I dunno tho - I always warn ppl that attempting to draw conclusions about ~how artists work in the studio~ is pretty much just fan fiction. I don't know that stuff is assembled on a laptop and looped?
I have actually been enjoying the live clips, but more as a replacement for going to some stadium show where you see 5 ants on a stage (I haven't seen them live since South Park) Actually seeing how the songs are constructed or reconstructed is quite interesting as a music geek.
That version of Give Up The Ghost is p heartbreaking - becoming my favourite on the album - also shows it as not being constructed on a laptop but on a reel to reel tape recorder with all its wonky fallibility which I love.
― White Chocolate Cheesecake, Monday, 16 January 2012 21:27 (twelve years ago) link
If I remember correctly they had a video podcast thing a while ago that I must have subscribed to and downloaded. Was this the From the Basement videos? If so, I think they're on my home computer and I should get around to watching the whole thing sometime.

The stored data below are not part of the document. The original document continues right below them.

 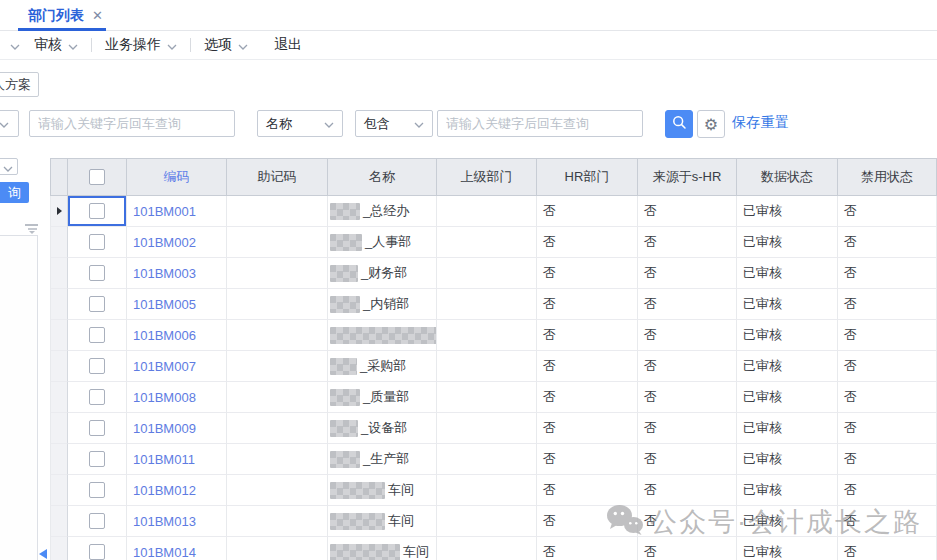 I want to click on cell-code: 101BM003, so click(x=177, y=274).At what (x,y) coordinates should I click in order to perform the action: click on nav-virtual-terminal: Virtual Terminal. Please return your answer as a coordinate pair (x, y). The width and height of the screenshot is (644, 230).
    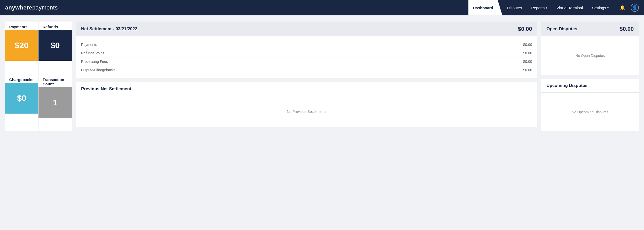
    Looking at the image, I should click on (570, 8).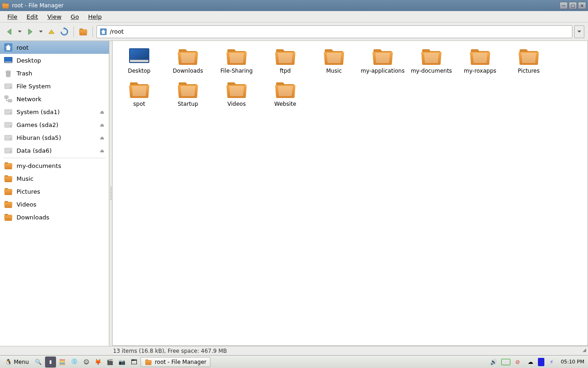 The image size is (588, 368). I want to click on file-item-mydocs: my-documents, so click(431, 60).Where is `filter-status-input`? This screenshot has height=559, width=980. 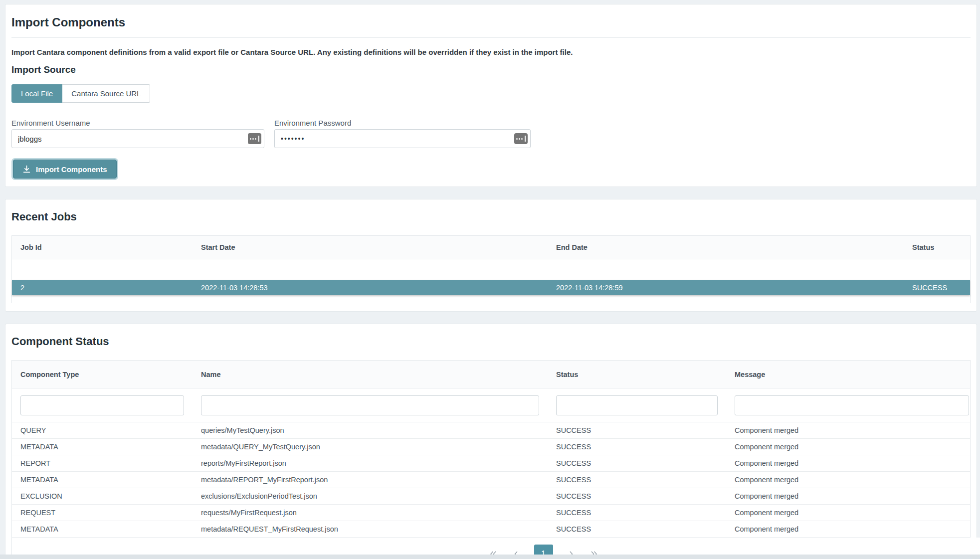
filter-status-input is located at coordinates (637, 405).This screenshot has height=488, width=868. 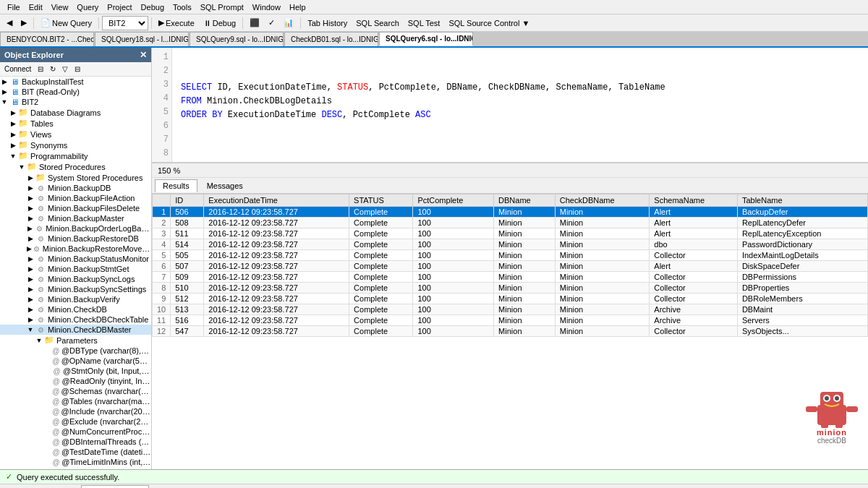 I want to click on table-row: 8 510 2016-12-12 09:23:58.727 Complete 1…, so click(x=511, y=288).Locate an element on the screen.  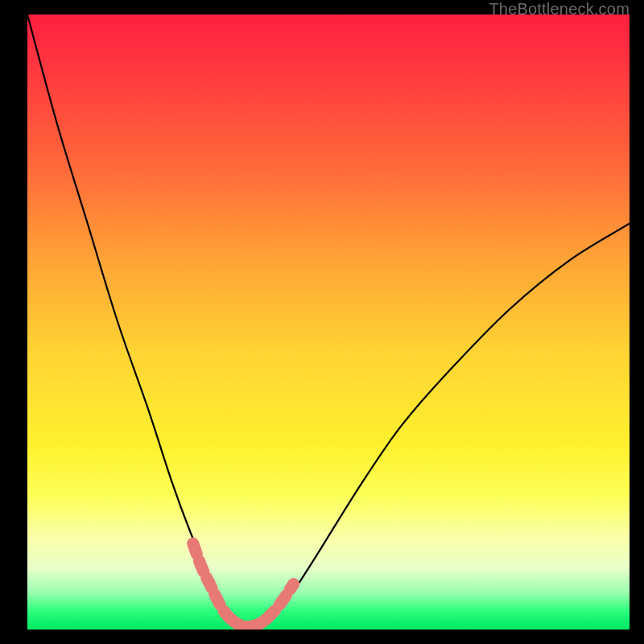
marker-right-segment is located at coordinates (280, 601).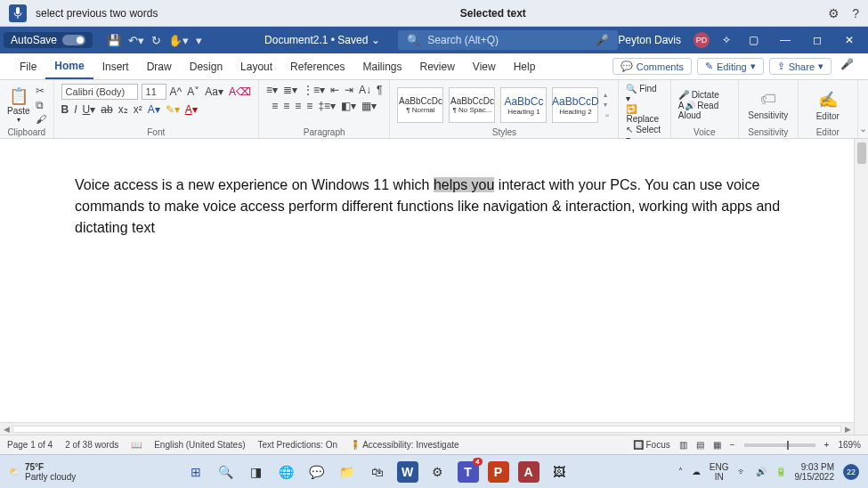 The height and width of the screenshot is (488, 868). Describe the element at coordinates (742, 472) in the screenshot. I see `wifi-icon: ᯤ` at that location.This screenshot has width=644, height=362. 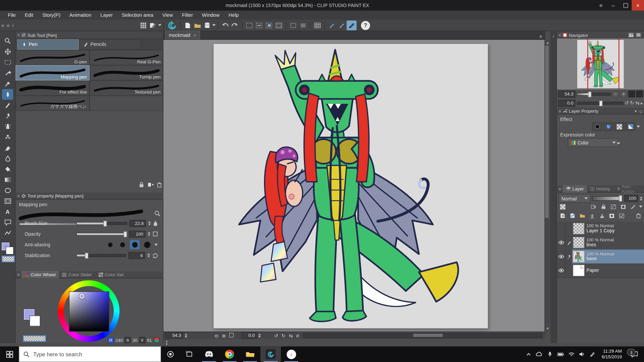 What do you see at coordinates (604, 206) in the screenshot?
I see `lock-layer-icon` at bounding box center [604, 206]. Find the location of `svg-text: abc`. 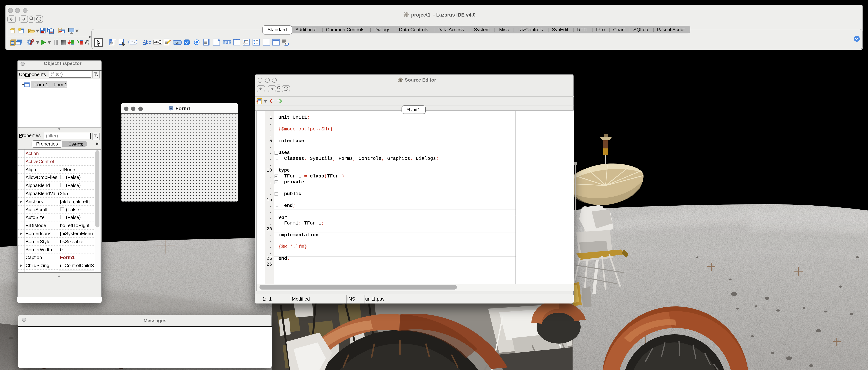

svg-text: abc is located at coordinates (157, 42).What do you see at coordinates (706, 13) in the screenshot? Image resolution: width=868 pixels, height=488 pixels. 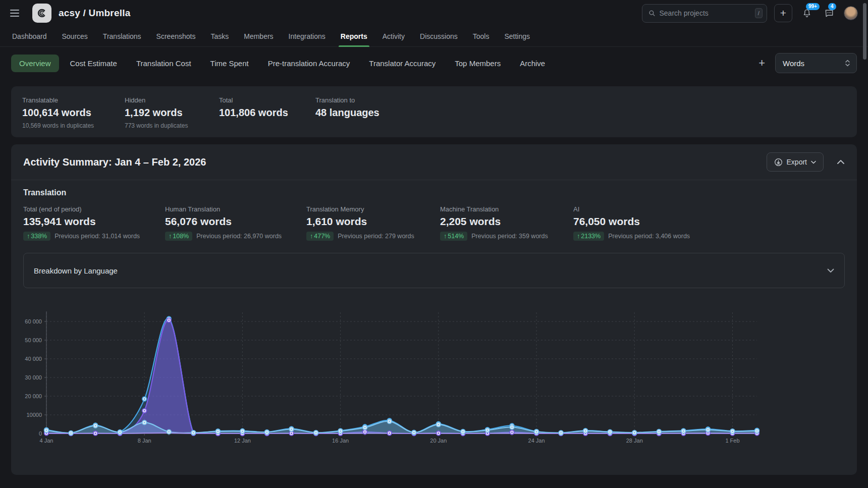 I see `search-input` at bounding box center [706, 13].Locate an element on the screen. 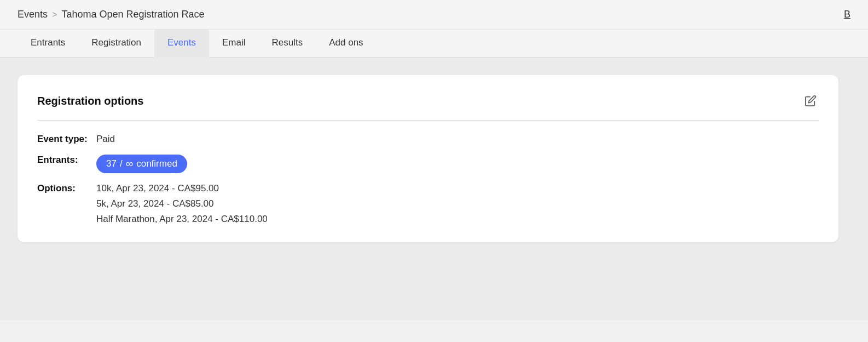  edit-button is located at coordinates (811, 101).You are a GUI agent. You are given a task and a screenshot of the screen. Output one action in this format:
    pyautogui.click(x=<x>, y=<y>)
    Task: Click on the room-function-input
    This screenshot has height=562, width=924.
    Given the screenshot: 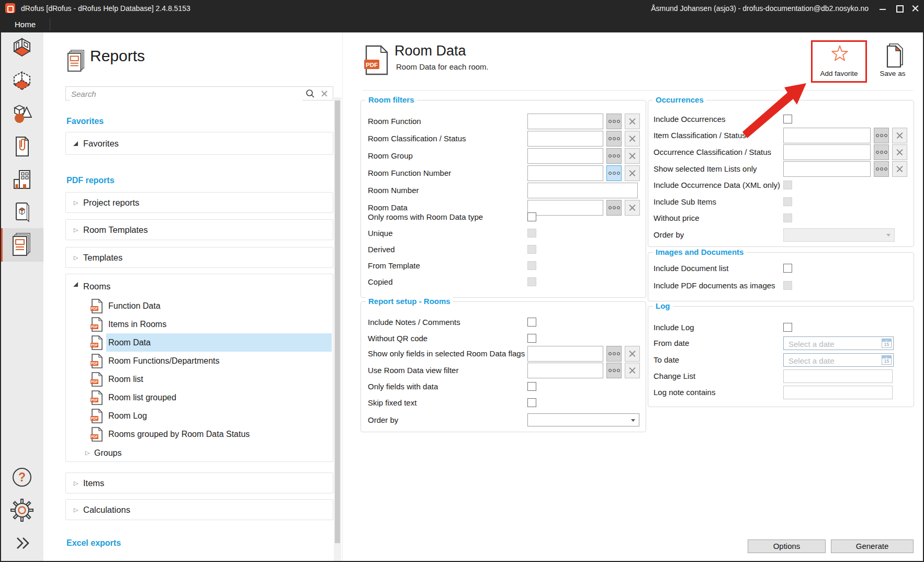 What is the action you would take?
    pyautogui.click(x=565, y=121)
     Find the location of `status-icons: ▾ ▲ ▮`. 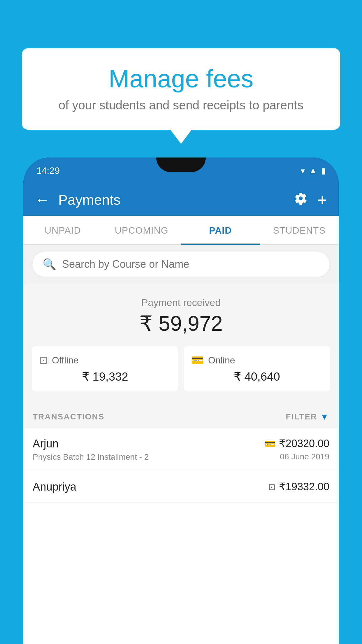

status-icons: ▾ ▲ ▮ is located at coordinates (313, 171).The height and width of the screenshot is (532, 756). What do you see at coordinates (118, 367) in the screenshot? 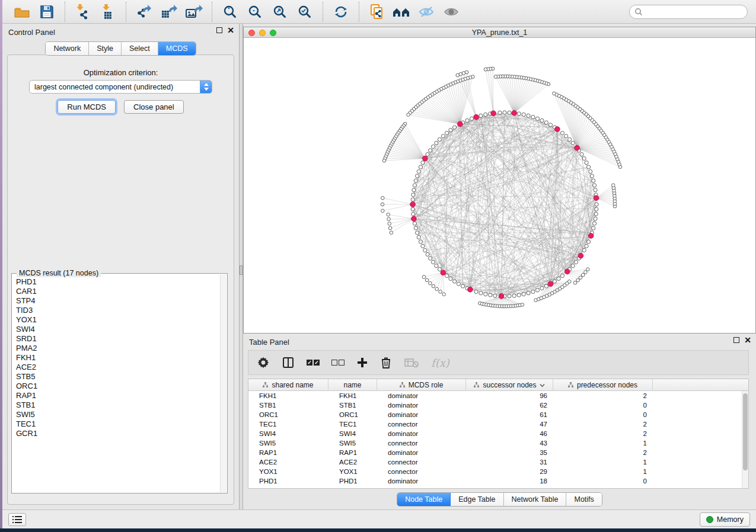
I see `result-item: ACE2` at bounding box center [118, 367].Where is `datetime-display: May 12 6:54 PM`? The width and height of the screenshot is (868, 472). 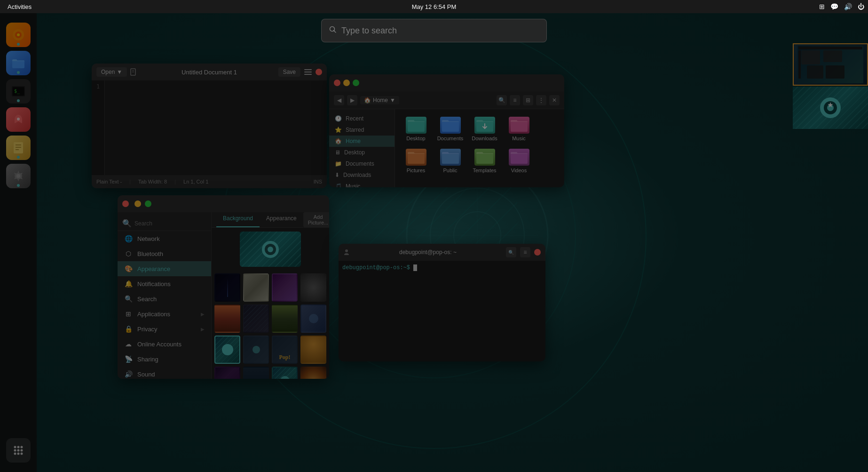 datetime-display: May 12 6:54 PM is located at coordinates (434, 7).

― mh, Monday, 16 January 2012 21:29 (twelve years ago) link
I guess my (confusing) point is that much of KoL, particularly the first half of the album, sounds like laptop loops, regardless of whether the loops were programmed directly into the laptop or extracted from longer live takes. Whereas the live versions reveal more of the human hand behind the repetition.
― your pain is probably equal (Z S), Monday, 16 January 2012 21:42 (twelve years ago) link
weird how people use "laptop" as synonymous with making electronic music. most studios run desktops, you know? i guess it's from dudes always having macs on stage.
― the third kind of dubstep (Jordan), Monday, 16 January 2012 21:47 (twelve years ago) link
I could kind of see them doing some of the looping bits at the mixing desk, but as for composition, I'd guess it's more likely they'd just play with hardware looping pedals and such in the studio.